15/15 tests pass, race detector clean. The hardest test — 15 clients, 7 servers, unreliable network, random partitions, crash-restart — finished in 21 seconds.

The speed test is worth noting: 15.1 seconds for 1000 sequential Puts = 15.1ms per op = ~6.6 ops per heartbeat interval. The requirement is 3. Leader tracking accounts for much of this — after the first request, every subsequent one goes straight to the leader without scanning.


What I Took Away

  1. Version numbers as operation IDs. The version in each Put request is both a concurrency guard (only apply if version matches) and a replay key (the log entry is self-contained enough to reproduce the same result). This removes the need for client-side deduplication tokens — something other systems (like etcd) need to handle explicitly.

  2. ok=false does not mean the server never saw the request. It means the reply didn’t arrive. The server could have applied the write, incremented the version, and then the reply was lost. ErrMaybe exists precisely for this case: the client genuinely cannot know. Any system that doesn’t distinguish “definitely failed” from “unknown” is lying to its callers.

  3. Locking and blocking calls don’t mix. Submit() blocks. DoOp() needs the same mutex. If the caller holds the mutex while calling Submit(), the system deadlocks silently. The rule: never hold a lock across a call that can block waiting for something that needs that lock.

  4. “Try every server in a loop” is partition-transparent. A Clerk that naively tries each server round-robin, sleeping 10ms between attempts, automatically handles majority partitions (eventually finds a server with a leader) and minority partitions (blocks until one exists). No explicit partition logic needed.

  5. Crash recovery is implicit when your operations are deterministic. If every Put in the Raft log fully describes its precondition (expected version) and its effect (new value), replaying the log reproduces the original state exactly. The key insight: version-based conditional writes make each log entry self-contained. This is a form of the Raft thesis — agreement on the sequence of operations is enough if the operations are deterministic.

  6. Reading test infrastructure is harder than reading algorithm code. The test harness — SpawnClientsAndWait, OneClientPut, CheckPorcupine, the goroutine-and-channel structure — is written to be general across many test scenarios. Any one test scenario is simple; the generality makes the code look complex. The fix: trace from a specific question (“what happens to a Clerk when the network drops its reply?”) rather than reading top-to-bottom.

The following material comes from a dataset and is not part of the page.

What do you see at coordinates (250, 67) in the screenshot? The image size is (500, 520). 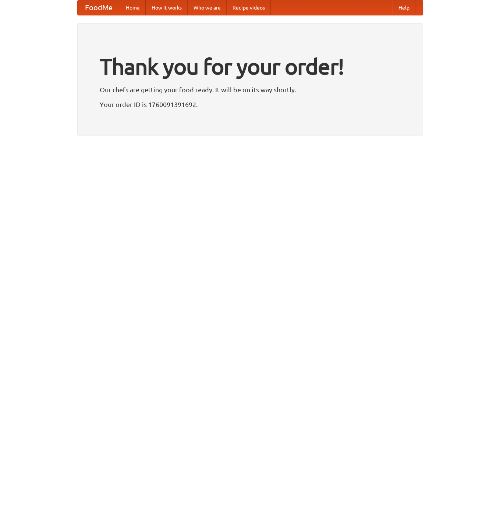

Lab 4C asks: what happens when the Raft log grows unbounded? Servers that fall far behind can’t catch up by replaying thousands of log entries — they need a snapshot. The Snapshot() and Restore() methods on KVServer are stubs right now. Making them work correctly, including the interaction between snapshots and in-flight operations, is the next piece.